The Crappy First Draft

The Crappy First Draft

home-graphic-solutions-blog-03

Give yourselves the gift of the crappy first draft. 

Go on. 

Take an idea, puke it on the page. 

Trust me, you’ll feel better after.

Creatives, business owners, and anyone in charge of creating something from nothing; give yourselves the gift of the crappy first draft. 

In the writing world, many write about the importance of getting that first draft down and out into the world. Anne Lamott originally wrote about the “down draft” in her book, “Bird by Bird: Some Instructions for Writing and Life” (1995).

“A friend of mine says that the first draft is the down draft — you just get it down. The second draft is the up draft — you fix it up.” 

Many have riffed off of this idea. One of my favorites is Wall Street Journal Bestseller Ann Handley, author of “Everybody Writes: Your Go-To Guide to Creating Ridiculously Good Content” (2014) shortened it to “TUFD,” or “The Ugly First Draft.” 

The genius of the concept is this – whenever you get any idea on the page, whether it is earth-shattering or not, is going to be ugly in its early iterations. 

It’s a little like this: 

We all like to think our newborns are just so precious. (And oh my, they are! Especially mine.) But it doesn’t change the fact that they come out sorta wrinkly, smushy, and making a lot of weird noises while producing crazy disgusting liquids. 

Our first drafts – of copy, content, or even business plans, are the same. 

We need to allow ourselves the crappy first draft. This blog had a crappy first draft, I promise! But I’ll never show it to you.

Because the reality is this – whenever we are creating something from nothing, it takes a lot of thought, motivation, time, energy, space, rethinking, and inspiration. No one, not even the best creatives, writers, and business people, can produce all of those things in one sitting. Maybe unicorns can. But not us human folk.

The solution to this? Create processes to allow yourself for Ann Handley’s TUFD. The genius is already inherent in TUFD (just like in your beautiful baby). Trust it to develop into something amazing. 

Maybe your process for creation looks something like this: 

Idea → Think about it, research it, dig into it→ TUFD→ SPACE to RETHINK → Revise → Revise again → Polish → Present/make public.

In my experience? Cranking out an ugly first draft actually helps you in a few key ways:

  • It makes your work more coherent. Don’t do what you were taught in high school English (trust me, I taught it. I changed how I taught it.). Don’t try to break it up by section day by day. All that does is allow for your rethinking and space to alter each section from your original goals, and it makes for more disconnected projects in the end (or makes for more revision, and time is money).
  • You end up spending less time drafting the actual idea. Good writing/creating is good thinking. Build in think time and thank me later. Plus, if your original idea truly was weird/crappy, you can just start over, no harm no foul.
  • Coming back to any idea with fresh eyes benefits you and your purpose. Sometimes you just need to put it to bed for a bit. 

Whether you are proposing an idea to your boss, building your business, writing, or creating, remember TUFD. 

Let me know how it goes!

And writers, if you want to check out more of Ann Handley on her website, and her second edition of Everybody Writes is available here! I’m in no way affiliated with her; just find her work clear, accessible, and inspiring.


■ **PROBLEM REQUIREMENTS**:
In the records that follow, locate every line with "input" and extract it.

■ **EXTRACTED RECORDS**:

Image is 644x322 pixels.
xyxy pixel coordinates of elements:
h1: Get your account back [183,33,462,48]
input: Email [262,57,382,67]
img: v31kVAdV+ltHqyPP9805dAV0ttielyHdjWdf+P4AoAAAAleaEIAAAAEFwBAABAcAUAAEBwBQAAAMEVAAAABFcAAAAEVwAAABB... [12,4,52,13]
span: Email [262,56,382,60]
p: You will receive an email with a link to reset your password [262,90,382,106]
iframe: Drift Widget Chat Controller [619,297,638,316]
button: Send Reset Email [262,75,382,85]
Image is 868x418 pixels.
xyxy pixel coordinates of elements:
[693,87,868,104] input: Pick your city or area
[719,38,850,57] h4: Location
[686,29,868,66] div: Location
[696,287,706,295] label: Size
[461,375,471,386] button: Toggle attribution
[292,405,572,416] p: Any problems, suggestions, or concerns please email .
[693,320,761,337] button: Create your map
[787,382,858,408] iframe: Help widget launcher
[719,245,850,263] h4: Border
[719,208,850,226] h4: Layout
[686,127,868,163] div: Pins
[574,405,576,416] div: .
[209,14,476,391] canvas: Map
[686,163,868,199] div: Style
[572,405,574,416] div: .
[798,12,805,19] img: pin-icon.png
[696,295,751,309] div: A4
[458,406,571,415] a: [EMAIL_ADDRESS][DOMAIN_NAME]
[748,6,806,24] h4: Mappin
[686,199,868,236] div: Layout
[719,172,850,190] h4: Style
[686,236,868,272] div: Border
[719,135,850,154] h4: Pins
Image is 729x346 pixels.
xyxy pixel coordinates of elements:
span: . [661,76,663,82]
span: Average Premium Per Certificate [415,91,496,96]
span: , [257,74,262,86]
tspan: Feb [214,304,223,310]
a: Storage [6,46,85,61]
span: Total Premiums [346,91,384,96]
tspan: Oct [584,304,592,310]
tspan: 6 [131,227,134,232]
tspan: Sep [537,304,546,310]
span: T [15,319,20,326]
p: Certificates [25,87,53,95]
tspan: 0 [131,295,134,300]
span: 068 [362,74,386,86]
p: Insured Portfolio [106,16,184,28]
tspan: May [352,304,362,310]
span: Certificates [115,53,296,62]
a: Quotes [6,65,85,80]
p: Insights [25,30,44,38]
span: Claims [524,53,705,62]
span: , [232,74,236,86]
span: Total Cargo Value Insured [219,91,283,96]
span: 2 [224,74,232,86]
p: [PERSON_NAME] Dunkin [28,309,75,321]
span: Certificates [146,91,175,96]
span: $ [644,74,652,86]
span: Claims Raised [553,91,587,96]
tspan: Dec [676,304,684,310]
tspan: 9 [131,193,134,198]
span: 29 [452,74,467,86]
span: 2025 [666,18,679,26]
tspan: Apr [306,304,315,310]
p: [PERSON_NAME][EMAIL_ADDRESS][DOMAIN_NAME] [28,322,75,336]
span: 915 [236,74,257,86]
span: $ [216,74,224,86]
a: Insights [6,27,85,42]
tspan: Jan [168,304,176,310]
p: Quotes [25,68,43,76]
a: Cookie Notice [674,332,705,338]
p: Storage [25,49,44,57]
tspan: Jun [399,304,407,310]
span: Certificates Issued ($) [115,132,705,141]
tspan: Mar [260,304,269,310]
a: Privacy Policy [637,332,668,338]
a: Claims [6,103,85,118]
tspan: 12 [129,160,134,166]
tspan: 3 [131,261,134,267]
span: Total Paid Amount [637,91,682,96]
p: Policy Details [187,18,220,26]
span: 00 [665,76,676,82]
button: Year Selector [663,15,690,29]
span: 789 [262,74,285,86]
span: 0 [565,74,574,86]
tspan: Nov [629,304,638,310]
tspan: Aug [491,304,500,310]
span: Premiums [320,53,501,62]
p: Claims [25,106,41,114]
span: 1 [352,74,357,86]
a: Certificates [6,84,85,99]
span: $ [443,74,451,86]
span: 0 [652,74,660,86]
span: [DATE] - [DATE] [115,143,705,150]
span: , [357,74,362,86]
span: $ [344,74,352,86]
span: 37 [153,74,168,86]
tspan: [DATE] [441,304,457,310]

...

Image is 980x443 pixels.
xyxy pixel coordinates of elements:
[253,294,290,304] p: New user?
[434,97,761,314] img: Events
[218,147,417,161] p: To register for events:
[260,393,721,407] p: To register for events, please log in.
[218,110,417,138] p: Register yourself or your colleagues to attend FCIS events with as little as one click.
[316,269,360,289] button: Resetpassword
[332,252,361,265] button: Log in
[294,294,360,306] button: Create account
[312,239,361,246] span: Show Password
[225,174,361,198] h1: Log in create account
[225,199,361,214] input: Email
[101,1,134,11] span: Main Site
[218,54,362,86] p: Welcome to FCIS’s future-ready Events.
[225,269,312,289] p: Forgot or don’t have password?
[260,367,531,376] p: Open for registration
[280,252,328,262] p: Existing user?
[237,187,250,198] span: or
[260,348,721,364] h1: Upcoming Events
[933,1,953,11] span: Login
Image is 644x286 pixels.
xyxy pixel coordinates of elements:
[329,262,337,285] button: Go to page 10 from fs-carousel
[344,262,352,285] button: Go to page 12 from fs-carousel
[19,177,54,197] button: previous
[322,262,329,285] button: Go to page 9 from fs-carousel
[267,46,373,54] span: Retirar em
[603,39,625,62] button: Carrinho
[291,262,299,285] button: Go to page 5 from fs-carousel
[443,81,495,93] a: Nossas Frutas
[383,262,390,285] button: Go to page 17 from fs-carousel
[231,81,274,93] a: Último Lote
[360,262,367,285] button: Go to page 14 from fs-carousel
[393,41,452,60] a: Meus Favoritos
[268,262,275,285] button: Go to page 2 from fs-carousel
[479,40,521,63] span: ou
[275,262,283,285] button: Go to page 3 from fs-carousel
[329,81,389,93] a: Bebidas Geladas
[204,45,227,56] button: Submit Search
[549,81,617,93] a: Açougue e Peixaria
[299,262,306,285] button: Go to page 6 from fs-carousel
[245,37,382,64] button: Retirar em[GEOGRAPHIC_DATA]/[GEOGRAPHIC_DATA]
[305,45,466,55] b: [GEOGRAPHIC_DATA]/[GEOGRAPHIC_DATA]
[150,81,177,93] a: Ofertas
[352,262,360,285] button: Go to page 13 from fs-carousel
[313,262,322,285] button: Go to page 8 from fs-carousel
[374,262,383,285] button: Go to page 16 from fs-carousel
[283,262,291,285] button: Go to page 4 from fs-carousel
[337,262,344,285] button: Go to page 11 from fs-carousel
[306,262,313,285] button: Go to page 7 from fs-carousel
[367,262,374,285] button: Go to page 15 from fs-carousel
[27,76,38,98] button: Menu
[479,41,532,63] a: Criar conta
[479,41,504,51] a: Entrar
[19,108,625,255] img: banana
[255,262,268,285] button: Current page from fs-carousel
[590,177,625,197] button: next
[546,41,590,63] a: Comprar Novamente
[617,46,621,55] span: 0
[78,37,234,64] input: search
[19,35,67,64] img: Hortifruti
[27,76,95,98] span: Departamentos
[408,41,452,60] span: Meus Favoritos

■ **ANSWER SECTION**:
input: Email [262,57,382,67]
[693,87,868,104] input: Pick your city or area
[225,199,361,214] input: Email
[78,37,234,64] input: search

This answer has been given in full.